Visa and MasterCard are both using Mobile World Congress, the world’s biggest stage for mobile, to reveal deeper efforts for mobile payments across the globe. MasterCard launched MasterPass, an enhanced version of its mobile wallet PayPass, while Visa announced a global partnership with Samsung and a group of technology providers that will broaden its mobile payment program and enable third parties to connect to the system.
“We all know that the center of commerce will be these devices,” says Jim McCarthy, head of global product at Visa. “It’s not just about using these devices to pay, but also the fact that today in the Visa ecosystem we have 30 million merchants but the fact is there are over 7 billion of these devices that can be turned into terminals and turn consumers into merchants for payment.”
The deal with Samsung calls for all future next-generation devices from the Korean device maker to come with the NFC-equipped Visa payWave app pre installed. Visa also announced that ROAM will be the company’s first mobile point-of-sale partner for the Visa Ready Program, which enables third-party technology companies, platform providers, OEMs, card manufacturers and mobile network operators to incorporate Visa’s mobile commerce platform through SDKs and APIs.
“Visa can’t do this alone,” says Bill Gajda, global head of mobile at Visa, adding that adoption rates and usage patterns will vary by market. “Where banks can get access to those devices and that alternative secure element, you’re going to be able to create your own mobile wallet built on your mobile banking application that includes NFC payments. And we’re going to be able to use that Visa payWave app that’s already on the device that’s out of the factory, as well as our provisioning service to get all of your accounts onto those phones,” adds Gajda.
“Even for mobile network operators, whether it’s to address capacity issues of the SIM or just because they don’t have to replace the SIMs now in order to facilitate NFC, I think we’re going to see a number of parties really look favorable on this alternative secure element just because it broadens the options for banks, mobile network operators and device manufacturers to provision credentials on phones,” he continues.
McCarthy also discussed the potential marketing opportunity for m-commerce, but indicated that any targeting ads based on customers’ financial purchase patterns are still a long ways off.
“We do see a lot of data today,” he says. “Clearly in the case of mobile, there’s the opportunity to expand beyond that as it relates to having one-to-one relationships, but at it’s core Visa is still only managing those 16 digits, we don’t have personally identifiable information. But what we can do is work with our financial institution clients, issuers and acquirers to actually provide better service, deepen the relationship, provide better offers all based on that data and use in a predictive fashion. Now, the trick there obviously is its all about consumer permissions. There’s no hiding the ball, it’s all about giving consumers control, making sure consumers know how that data is being used.”
Visa currently has more than 200,000 active merchant locations equipped with NFC in the United States and more than 600,000 locations in Europe.
For it’s part, MasterCard plans to launch MasterPass in Australia and Canada next month, followed by the United States, United Kingdom and then eventually Belgium, Brazil, China, France, Italy, Netherlands, Singapore, Spain and Sweden by the end of the year.
MasterPass will support checkout services for merchants with the use of NFC, QR codes, tags and mobile devices at points of sale. MasterCard now has 27 financial institutions, 21 technology partners and 16 merchants on board for the effort as it looks to expand to more than 5,900 merchants. The company also announced new partnerships with mFoundry’s mobile banking solutions and Orange in Spain.
Finally, MasterCard released a new study today, in partnership with Prime Research, that found early adopters have a 58 percent favorable rating of mobile payment technology while those yet to adopt have a more positive outlook overall at 76 percent.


▶ _REQUIREMENT_
From the first line to the last, restate the records word for word, skipping the pictures.
[TASK MATERIAL]
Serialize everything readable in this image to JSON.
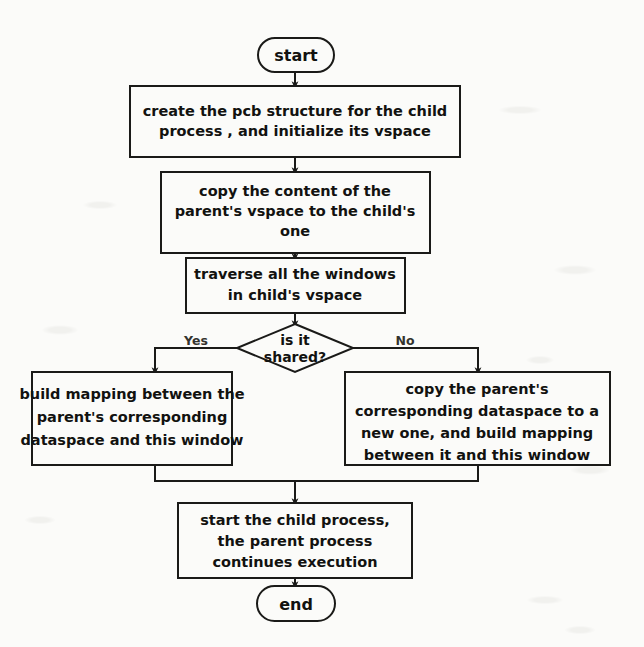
{
  "diagram": {
    "colors": {
      "stroke": "#1a1a18",
      "text": "#121210",
      "background": "#fbfbf9",
      "branch_label": "#33332e"
    },
    "nodes": {
      "start": {
        "type": "terminator",
        "label": "start"
      },
      "create_pcb": {
        "type": "process",
        "lines": [
          "create  the pcb structure for the child",
          "process , and initialize its vspace"
        ]
      },
      "copy_vspace": {
        "type": "process",
        "lines": [
          "copy the content of the",
          "parent's vspace to the child's",
          "one"
        ]
      },
      "traverse_windows": {
        "type": "process",
        "lines": [
          "traverse all the windows",
          "in child's vspace"
        ]
      },
      "is_shared": {
        "type": "decision",
        "lines": [
          "is it",
          "shared?"
        ]
      },
      "build_mapping": {
        "type": "process",
        "lines": [
          "build mapping between the",
          "parent's corresponding",
          "dataspace and this window"
        ]
      },
      "copy_dataspace": {
        "type": "process",
        "lines": [
          "copy the parent's",
          "corresponding dataspace to a",
          "new one, and build mapping",
          "between it and this window"
        ]
      },
      "start_child": {
        "type": "process",
        "lines": [
          "start the child process,",
          "the parent process",
          "continues execution"
        ]
      },
      "end": {
        "type": "terminator",
        "label": "end"
      }
    },
    "edge_labels": {
      "yes": "Yes",
      "no": "No"
    }
  }
}
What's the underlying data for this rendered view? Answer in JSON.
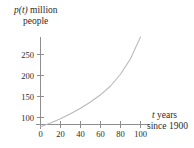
{
  "figure": {
    "y_axis_label": {
      "line1_var": "p(t)",
      "line1_rest": " million",
      "line2": "people"
    },
    "x_axis_label": {
      "line1_var": "t",
      "line1_rest": " years",
      "line2": "since 1900"
    }
  },
  "chart_data": {
    "type": "line",
    "title": "",
    "xlabel": "t years since 1900",
    "ylabel": "p(t) million people",
    "xlim": [
      0,
      105
    ],
    "ylim": [
      70,
      300
    ],
    "grid": false,
    "legend": "none",
    "x_ticks": [
      0,
      20,
      40,
      60,
      80,
      100
    ],
    "x_tick_labels": [
      "0",
      "20",
      "40",
      "60",
      "80",
      "100"
    ],
    "y_ticks": [
      100,
      150,
      200,
      250
    ],
    "y_tick_labels": [
      "100",
      "150",
      "200",
      "250"
    ],
    "series": [
      {
        "name": "p(t)",
        "color": "#b9b9b9",
        "x": [
          0,
          10,
          20,
          30,
          40,
          50,
          60,
          70,
          80,
          90,
          100
        ],
        "y": [
          78,
          87,
          97,
          108,
          120,
          134,
          150,
          168,
          188,
          210,
          290
        ]
      }
    ],
    "curve_points": [
      [
        0,
        78
      ],
      [
        10,
        87
      ],
      [
        20,
        97
      ],
      [
        30,
        109
      ],
      [
        40,
        122
      ],
      [
        50,
        137
      ],
      [
        60,
        154
      ],
      [
        70,
        175
      ],
      [
        80,
        203
      ],
      [
        90,
        240
      ],
      [
        100,
        292
      ]
    ]
  },
  "colors": {
    "axis": "#8e8e8e",
    "curve": "#b9b9b9",
    "text": "#2b2b2b",
    "background": "#ffffff"
  }
}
[/TASK MATERIAL]
▶ _WRITTEN ANSWER_
Serialize everything readable in this image to JSON.
{
  "diagram": {
    "colors": {
      "stroke": "#1a1a18",
      "text": "#121210",
      "background": "#fbfbf9",
      "branch_label": "#33332e"
    },
    "nodes": {
      "start": {
        "type": "terminator",
        "label": "start"
      },
      "create_pcb": {
        "type": "process",
        "lines": [
          "create  the pcb structure for the child",
          "process , and initialize its vspace"
        ]
      },
      "copy_vspace": {
        "type": "process",
        "lines": [
          "copy the content of the",
          "parent's vspace to the child's",
          "one"
        ]
      },
      "traverse_windows": {
        "type": "process",
        "lines": [
          "traverse all the windows",
          "in child's vspace"
        ]
      },
      "is_shared": {
        "type": "decision",
        "lines": [
          "is it",
          "shared?"
        ]
      },
      "build_mapping": {
        "type": "process",
        "lines": [
          "build mapping between the",
          "parent's corresponding",
          "dataspace and this window"
        ]
      },
      "copy_dataspace": {
        "type": "process",
        "lines": [
          "copy the parent's",
          "corresponding dataspace to a",
          "new one, and build mapping",
          "between it and this window"
        ]
      },
      "start_child": {
        "type": "process",
        "lines": [
          "start the child process,",
          "the parent process",
          "continues execution"
        ]
      },
      "end": {
        "type": "terminator",
        "label": "end"
      }
    },
    "edge_labels": {
      "yes": "Yes",
      "no": "No"
    }
  }
}
What's the underlying data for this rendered view? Answer in JSON.
{
  "figure": {
    "y_axis_label": {
      "line1_var": "p(t)",
      "line1_rest": " million",
      "line2": "people"
    },
    "x_axis_label": {
      "line1_var": "t",
      "line1_rest": " years",
      "line2": "since 1900"
    }
  },
  "chart_data": {
    "type": "line",
    "title": "",
    "xlabel": "t years since 1900",
    "ylabel": "p(t) million people",
    "xlim": [
      0,
      105
    ],
    "ylim": [
      70,
      300
    ],
    "grid": false,
    "legend": "none",
    "x_ticks": [
      0,
      20,
      40,
      60,
      80,
      100
    ],
    "x_tick_labels": [
      "0",
      "20",
      "40",
      "60",
      "80",
      "100"
    ],
    "y_ticks": [
      100,
      150,
      200,
      250
    ],
    "y_tick_labels": [
      "100",
      "150",
      "200",
      "250"
    ],
    "series": [
      {
        "name": "p(t)",
        "color": "#b9b9b9",
        "x": [
          0,
          10,
          20,
          30,
          40,
          50,
          60,
          70,
          80,
          90,
          100
        ],
        "y": [
          78,
          87,
          97,
          108,
          120,
          134,
          150,
          168,
          188,
          210,
          290
        ]
      }
    ],
    "curve_points": [
      [
        0,
        78
      ],
      [
        10,
        87
      ],
      [
        20,
        97
      ],
      [
        30,
        109
      ],
      [
        40,
        122
      ],
      [
        50,
        137
      ],
      [
        60,
        154
      ],
      [
        70,
        175
      ],
      [
        80,
        203
      ],
      [
        90,
        240
      ],
      [
        100,
        292
      ]
    ]
  },
  "colors": {
    "axis": "#8e8e8e",
    "curve": "#b9b9b9",
    "text": "#2b2b2b",
    "background": "#ffffff"
  }
}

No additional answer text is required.